Implement LocalAuthIntegration platform adapter
epic-biometric-session-authentication-foundation-task-007 — Implement the LocalAuthIntegration class wrapping the local_auth LocalAuthentication instance. Expose: isAvailable() returning Future<bool>, getAvailableBiometrics() returning Future<List<BiometricType>>, authenticate(localizedReason: String) returning Future<Result<void, LocalAuthFailure>>. Translate BiometricType values from local_auth enums to the domain BiometricType enum. Use the LocalAuthFailure mapper from task-006.
Acceptance Criteria
Technical Requirements
Execution Context
Tier 2 - 518 tasks
Can start after Tier 1 completes
Implementation Notes
Define an abstract class ILocalAuthIntegration in the domain layer, and place the concrete LocalAuthIntegrationImpl in the infrastructure/platform layer. This way BiometricAuthService depends only on the interface and the Riverpod provider can swap in a fake during testing. Use the Result type already established in task-002 — do not introduce a second Result type. For the BiometricType mapping, use a switch expression (Dart 3) for exhaustive mapping, with a default returning null, then filter nulls out of the list.
Be careful on iOS: canCheckBiometrics can return true even when Face ID is not enrolled but hardware is present — isDeviceSupported() is the more reliable gate. On Android, canCheckBiometrics covers both fingerprint and face sensors.
Testing Requirements
Unit tests using flutter_test with a mocked LocalAuthentication (implement using mockito or manual fake). Cover: (1) isAvailable returns false when isDeviceSupported returns false, (2) isAvailable returns false when canCheckBiometrics returns false, (3) isAvailable returns true when both return true, (4) getAvailableBiometrics maps BiometricType.face to domain face, (5) getAvailableBiometrics maps BiometricType.fingerprint to domain fingerprint, (6) getAvailableBiometrics drops unknown types, (7) authenticate returns Result.success on true return from local_auth, (8) authenticate returns Result.failure(LocalAuthFailure.cancelled) when PlatformException with cancelled code is thrown, (9) each exception type maps to the expected domain failure. All tests must be pure Dart (no device required).
iOS Keychain access requires correct entitlement configuration and provisioning profile setup. Misconfigured entitlements cause silent failures in CI/CD and on physical devices, where the plugin appears to work in the simulator but fails at runtime. This can delay foundation delivery and block all downstream epics.
Mitigation & Contingency
Mitigation: Add a dedicated integration test running on a physical iOS device early in the epic. Document required entitlements and provisioning steps in a developer runbook. Validate Keychain access in the CI pipeline using an iOS simulator with correct entitlements enabled.
Contingency: If Keychain entitlements cannot be resolved quickly, temporarily use in-memory storage behind the SecureSessionStorage interface to unblock downstream epics, then resolve the Keychain issue in a hotfix before release.
The Flutter local_auth plugin has a history of breaking API changes between major versions, and its Android implementation depends on BiometricPrompt which behaves differently across Android API levels (23-34). An incompatible plugin version or unexpected Android API behaviour can cause authentication failures on a significant portion of the target device fleet.
Mitigation & Contingency
Mitigation: Pin local_auth to a specific stable version in pubspec.yaml. Test against Android API levels 23, 28, and 33 in the CI matrix. Review the plugin changelog and migration guide before adopting any version bump.
Contingency: If the pinned version proves incompatible with target devices, evaluate flutter_local_auth_android as a replacement or fork the plugin adapter to isolate the breaking surface.
If users upgrade from a version of the app that stored session data in non-encrypted storage (SharedPreferences), a migration path is required. Failing to migrate silently leaves old tokens in plain storage, creating a security gap and potentially causing confusing authentication state on first launch of the new version.
Mitigation & Contingency
Mitigation: Audit existing storage usage across the codebase before writing SecureSessionStorage. If legacy plain storage keys exist, implement a one-time migration routine that reads from SharedPreferences, writes to Keychain/Keystore, and deletes the plain-text entry.
Contingency: If migration is discovered late, ship the migration as a mandatory patch release before the biometric feature is enabled for users, and add a startup check that blocks biometric opt-in until migration is confirmed complete.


- **WHAT IS BEING ASKED**:
Find every line in the entries that holds the string "helium" and report it.

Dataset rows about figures
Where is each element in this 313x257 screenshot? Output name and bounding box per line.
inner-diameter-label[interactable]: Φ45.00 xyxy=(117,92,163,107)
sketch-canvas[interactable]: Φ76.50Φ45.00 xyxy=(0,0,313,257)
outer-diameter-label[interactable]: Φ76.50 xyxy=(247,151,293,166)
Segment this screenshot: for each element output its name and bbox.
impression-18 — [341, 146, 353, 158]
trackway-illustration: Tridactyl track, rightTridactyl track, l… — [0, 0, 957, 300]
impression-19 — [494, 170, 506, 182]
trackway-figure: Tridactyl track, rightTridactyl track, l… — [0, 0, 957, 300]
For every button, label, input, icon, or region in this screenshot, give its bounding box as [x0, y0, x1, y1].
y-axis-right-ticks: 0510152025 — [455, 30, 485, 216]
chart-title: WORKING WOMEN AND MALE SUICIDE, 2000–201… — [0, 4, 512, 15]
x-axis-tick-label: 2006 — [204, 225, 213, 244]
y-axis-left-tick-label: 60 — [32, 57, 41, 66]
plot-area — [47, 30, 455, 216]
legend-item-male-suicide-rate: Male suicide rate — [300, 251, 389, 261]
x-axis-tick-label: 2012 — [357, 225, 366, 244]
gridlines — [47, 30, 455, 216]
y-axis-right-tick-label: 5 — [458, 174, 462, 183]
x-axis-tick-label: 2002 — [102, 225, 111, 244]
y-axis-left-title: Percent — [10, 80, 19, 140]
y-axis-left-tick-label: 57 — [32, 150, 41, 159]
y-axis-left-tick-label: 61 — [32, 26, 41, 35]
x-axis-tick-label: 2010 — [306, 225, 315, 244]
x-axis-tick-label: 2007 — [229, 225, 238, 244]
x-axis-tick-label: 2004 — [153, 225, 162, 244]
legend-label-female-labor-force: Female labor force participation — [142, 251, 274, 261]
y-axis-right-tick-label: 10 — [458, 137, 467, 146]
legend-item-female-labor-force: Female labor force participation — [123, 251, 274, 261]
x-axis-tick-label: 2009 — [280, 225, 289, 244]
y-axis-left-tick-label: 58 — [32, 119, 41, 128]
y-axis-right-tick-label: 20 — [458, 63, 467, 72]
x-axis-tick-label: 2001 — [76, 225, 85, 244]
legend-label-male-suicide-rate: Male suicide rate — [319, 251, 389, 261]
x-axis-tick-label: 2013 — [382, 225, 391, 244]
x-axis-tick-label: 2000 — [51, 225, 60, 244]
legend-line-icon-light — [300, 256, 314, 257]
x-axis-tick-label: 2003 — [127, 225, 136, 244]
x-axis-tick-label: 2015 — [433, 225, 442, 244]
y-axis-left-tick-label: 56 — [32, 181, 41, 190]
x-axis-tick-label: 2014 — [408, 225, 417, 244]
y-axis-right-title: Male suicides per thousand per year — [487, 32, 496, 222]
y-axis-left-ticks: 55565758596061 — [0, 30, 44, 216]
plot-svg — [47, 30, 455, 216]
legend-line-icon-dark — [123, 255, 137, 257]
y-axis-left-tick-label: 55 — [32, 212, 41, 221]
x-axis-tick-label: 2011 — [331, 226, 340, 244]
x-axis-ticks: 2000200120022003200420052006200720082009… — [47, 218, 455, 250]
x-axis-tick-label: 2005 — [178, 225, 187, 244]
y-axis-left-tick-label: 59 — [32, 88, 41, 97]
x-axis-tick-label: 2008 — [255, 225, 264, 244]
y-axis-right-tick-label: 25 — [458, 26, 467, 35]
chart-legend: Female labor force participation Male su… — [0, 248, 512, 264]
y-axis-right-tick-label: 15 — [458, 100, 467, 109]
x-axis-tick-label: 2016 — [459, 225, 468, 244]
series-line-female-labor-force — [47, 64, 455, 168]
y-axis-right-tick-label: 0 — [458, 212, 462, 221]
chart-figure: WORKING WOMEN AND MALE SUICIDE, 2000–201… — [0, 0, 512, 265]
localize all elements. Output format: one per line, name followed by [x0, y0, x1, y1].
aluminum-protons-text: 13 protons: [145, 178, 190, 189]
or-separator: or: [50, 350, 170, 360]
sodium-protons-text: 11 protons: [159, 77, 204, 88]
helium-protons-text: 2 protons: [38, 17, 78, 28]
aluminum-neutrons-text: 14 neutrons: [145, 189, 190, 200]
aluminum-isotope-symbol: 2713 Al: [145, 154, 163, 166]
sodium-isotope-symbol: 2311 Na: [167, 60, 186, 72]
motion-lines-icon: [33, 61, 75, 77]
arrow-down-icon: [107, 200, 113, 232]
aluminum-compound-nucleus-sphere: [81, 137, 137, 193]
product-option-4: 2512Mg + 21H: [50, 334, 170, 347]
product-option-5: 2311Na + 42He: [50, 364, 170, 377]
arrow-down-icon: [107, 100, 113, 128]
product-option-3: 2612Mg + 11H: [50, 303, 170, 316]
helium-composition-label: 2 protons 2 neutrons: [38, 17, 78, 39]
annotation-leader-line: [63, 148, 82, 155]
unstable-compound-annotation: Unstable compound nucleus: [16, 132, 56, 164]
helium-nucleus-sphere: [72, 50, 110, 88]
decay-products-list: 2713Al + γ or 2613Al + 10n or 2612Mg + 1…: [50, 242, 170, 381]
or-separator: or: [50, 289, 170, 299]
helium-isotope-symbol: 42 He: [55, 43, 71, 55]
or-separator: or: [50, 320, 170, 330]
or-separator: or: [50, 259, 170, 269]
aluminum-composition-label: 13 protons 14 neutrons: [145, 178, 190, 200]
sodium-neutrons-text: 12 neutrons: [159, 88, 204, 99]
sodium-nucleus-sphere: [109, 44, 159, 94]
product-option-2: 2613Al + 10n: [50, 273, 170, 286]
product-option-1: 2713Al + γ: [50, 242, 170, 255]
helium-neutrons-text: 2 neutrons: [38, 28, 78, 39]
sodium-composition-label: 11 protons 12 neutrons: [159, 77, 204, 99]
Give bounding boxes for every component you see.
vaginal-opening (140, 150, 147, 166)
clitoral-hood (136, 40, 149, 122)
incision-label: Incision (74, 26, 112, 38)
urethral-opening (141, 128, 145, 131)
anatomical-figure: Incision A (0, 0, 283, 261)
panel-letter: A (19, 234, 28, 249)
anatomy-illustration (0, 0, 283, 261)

- **ANSWER BOX**:
helium-protons-text: 2 protons: [38, 17, 78, 28]
helium-composition-label: 2 protons 2 neutrons: [38, 17, 78, 39]
helium-nucleus-sphere: [72, 50, 110, 88]
helium-isotope-symbol: 42 He: [55, 43, 71, 55]
helium-neutrons-text: 2 neutrons: [38, 28, 78, 39]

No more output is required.